Jean-François Lyotard (French: [ʒɑ̃ fʁɑ̃swa ljɔtaʁ]; 10 August 1924 – 21 April 1998) was a French philosopher, sociologist, and literary theorist. His interdisciplinary discourse spans such topics as knowledge and communication, the human body, modernist and postmodern art, literature and critical theory, music, film, time and memory, space, the city and landscape, the sublime, and the relation between aesthetics and politics. He is best known for his articulation of postmodernism after the late 1970s and the analysis of the impact of postmodernity on the human condition. He was co-founder of the International College of Philosophy with Jacques Derrida, François Châtelet, and Gilles Deleuze.

Jean François Lyotard was born on August 10, 1924 in Vincennes, France to Jean-Pierre Lyotard, a sales representative, and Madeleine Cavalli. He went to primary school at the Paris Lycée Buffon and Louis-le-Grand. As a child, Lyotard had many aspirations: to be an artist, a historian, a Dominican monk, and a writer. He later gave up the dream of becoming a writer when he finished writing an unsuccessful fictional novel at the age of 15. Ultimately, Lyotard describes the realization that he would not become any of these occupations as "fate" in his autobiography called Peregrinations, published in 1986.

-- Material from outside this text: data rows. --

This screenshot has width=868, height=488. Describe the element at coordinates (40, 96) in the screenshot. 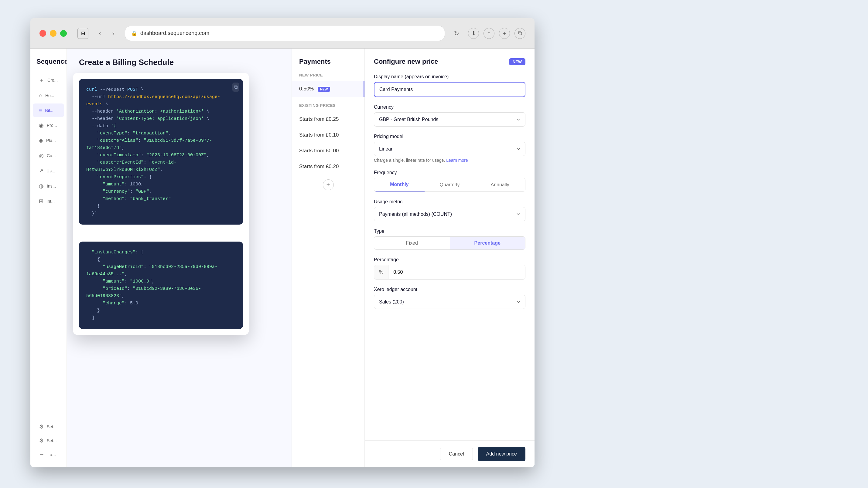

I see `home-icon: ⌂` at that location.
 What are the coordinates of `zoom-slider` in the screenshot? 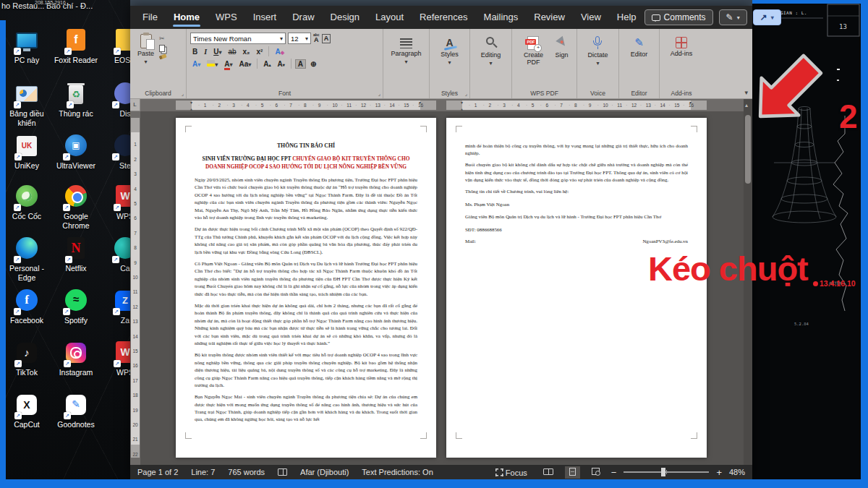 It's located at (666, 472).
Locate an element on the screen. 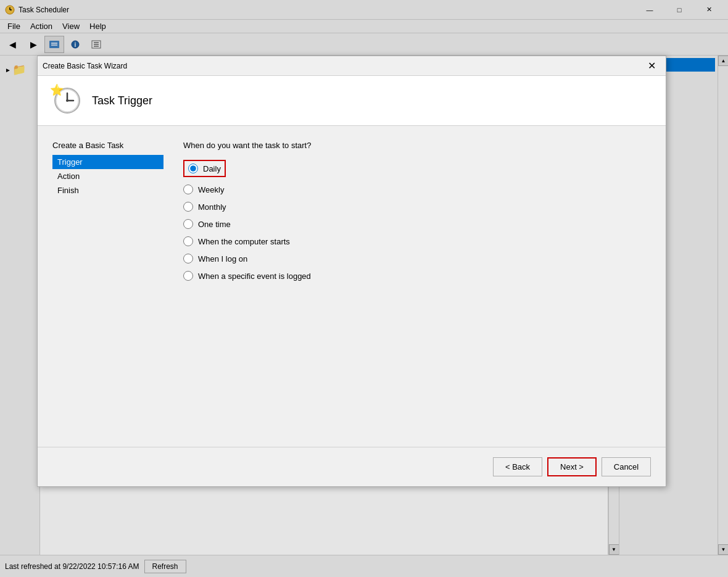  wizard-title-bar: Create Basic Task Wizard ✕ is located at coordinates (352, 66).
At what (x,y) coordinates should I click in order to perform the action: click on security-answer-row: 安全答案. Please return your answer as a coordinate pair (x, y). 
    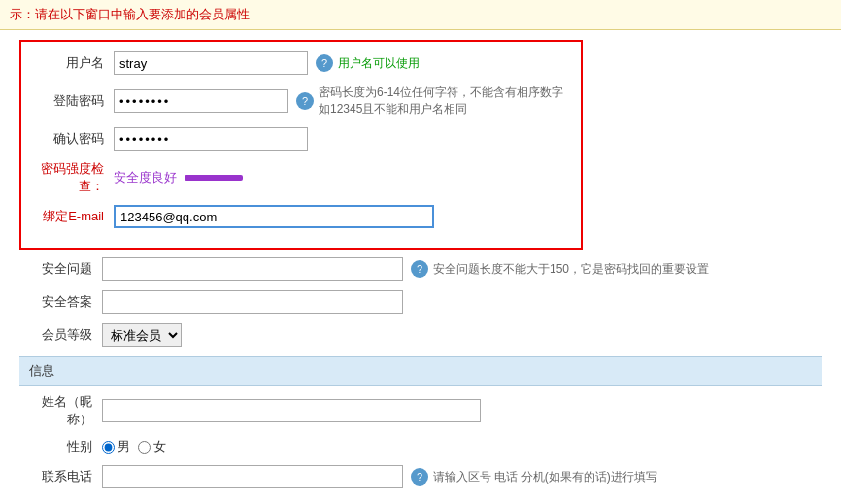
    Looking at the image, I should click on (420, 302).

He studied philosophy at the Sorbonne in the late 1940s. His 1947 DES thesis (diplôme d'études supérieures (), roughly equivalent to an MA thesis), Indifference as an Ethical Concept (L'indifférence comme notion éthique), analyzed forms of indifference and detachment in Zen Buddhism, Stoicism, Taoism, and Epicureanism. After graduation, he held a research post at France's National Center for Scientific Research. In 1950, Lyotard took up a position teaching philosophy in Constantine in French Algeria. In 1971, Lyotard earned a State doctorate with his dissertation Discours, figure under Mikel Dufrenne—the work was published the same year. He married his first wife, Andree May, in 1948 with whom he had two children, Corinne and Laurence, and later married for a second time in 1993 to Dolores Djidzek, the mother of his son David (born in 1986).